Sports

FEHR FACTOR

IT DOESN’T matter if it’s presidential politics, big industry or big sports, statesmanship is trending dead. Doing or even saying the right thing for the good faith it engenders is no longer a consideration. Everyone plays a self-serving angle – and no one is supposed to be smart enough to notice.

MLBPA boss Donald Fehr might’ve sowed some good will on Thursday during his Mitchell Report-response news conference. But he clearly chose not to.

During his opening remarks earlier Thursday, George Mitchell made it clear that while he felt that steroid use among big leaguers appears to be down, the use of Human Growth Hormone, as an undetectable, effective and illegal performance-enhancing substitute, is up. Mitchell made HGH a point of emphasis.

Yet, when Fehr made his opening, prepared remarks, he made sure to note that steroid use among his unionists is down – hooray for us! But he never even dropped as much as a hint that he has ever even heard of HGH.

Or weren’t we supposed to notice?

But worse was yet to come. When Fehr, during the Q&A, was asked about the delay in adopting an effective drug policy, he blamed the owners. He said that no one came to him with “a proposal.”

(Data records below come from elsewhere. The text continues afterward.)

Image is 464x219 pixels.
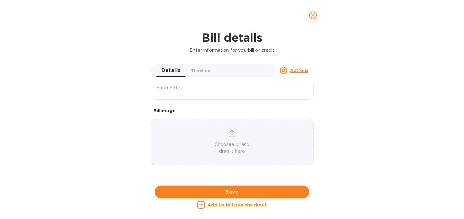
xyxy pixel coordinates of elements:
[153,108,311,114] p: Bill image
[191,67,210,74] span: Timeline
[207,203,267,208] u: Add to bill pay checkout
[155,186,309,199] button: Save
[290,68,308,73] u: Actions
[5,47,459,54] p: Enter information for your bill or credit
[160,188,304,196] span: Save
[151,141,313,155] p: Choose a bill and drag it here
[161,66,181,75] span: Details
[156,79,190,83] label: Notes (optional)
[305,8,320,23] button: close
[5,31,459,44] h1: Bill details
[156,83,308,93] input: Enter notes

A proposal? The powerful head of the big-league baseball players’ union knows that those he represents are using dangerous and illegal drugs, but he needs a proposal from outside the union before he acts? He needed to consult the Collective Bargaining Agreement before acting on behalf of his rank and file’s good and welfare?

Doing the right thing for the right reasons is not a due-process issue, it’s a human-decency issue. Your guys were breaking the law, messing with their health, and you, their leader, awaited a proposal from their employers?

Where was Fehr’s regard for those MLBPA members and its aspire-to-be members who were put at career disadvantage because they played clean? Where was their due process? Fehr needed to negotiate with team owners for the right to stand up for the clean players instead of the dirty ones? That’s leadership?

And so we’re back to the same, over and over ending: Fehr, acting (doing nothing) on behalf of the players, like Bud Selig, acting (doing nothing) on behalf of the owners, never gave a rat’s knapsack about people or The Game. They cared only about money, maximizing their side’s cut.

That’s the bag MLB has been in since the owners appointed Selig to guard The Game, 15 years ago. And that’s the bag MLB will remain in until the commissioner is a genuine and independent statesman, an altruist instead of a CFO appointed by the team owners to do financial battle against the players’ union.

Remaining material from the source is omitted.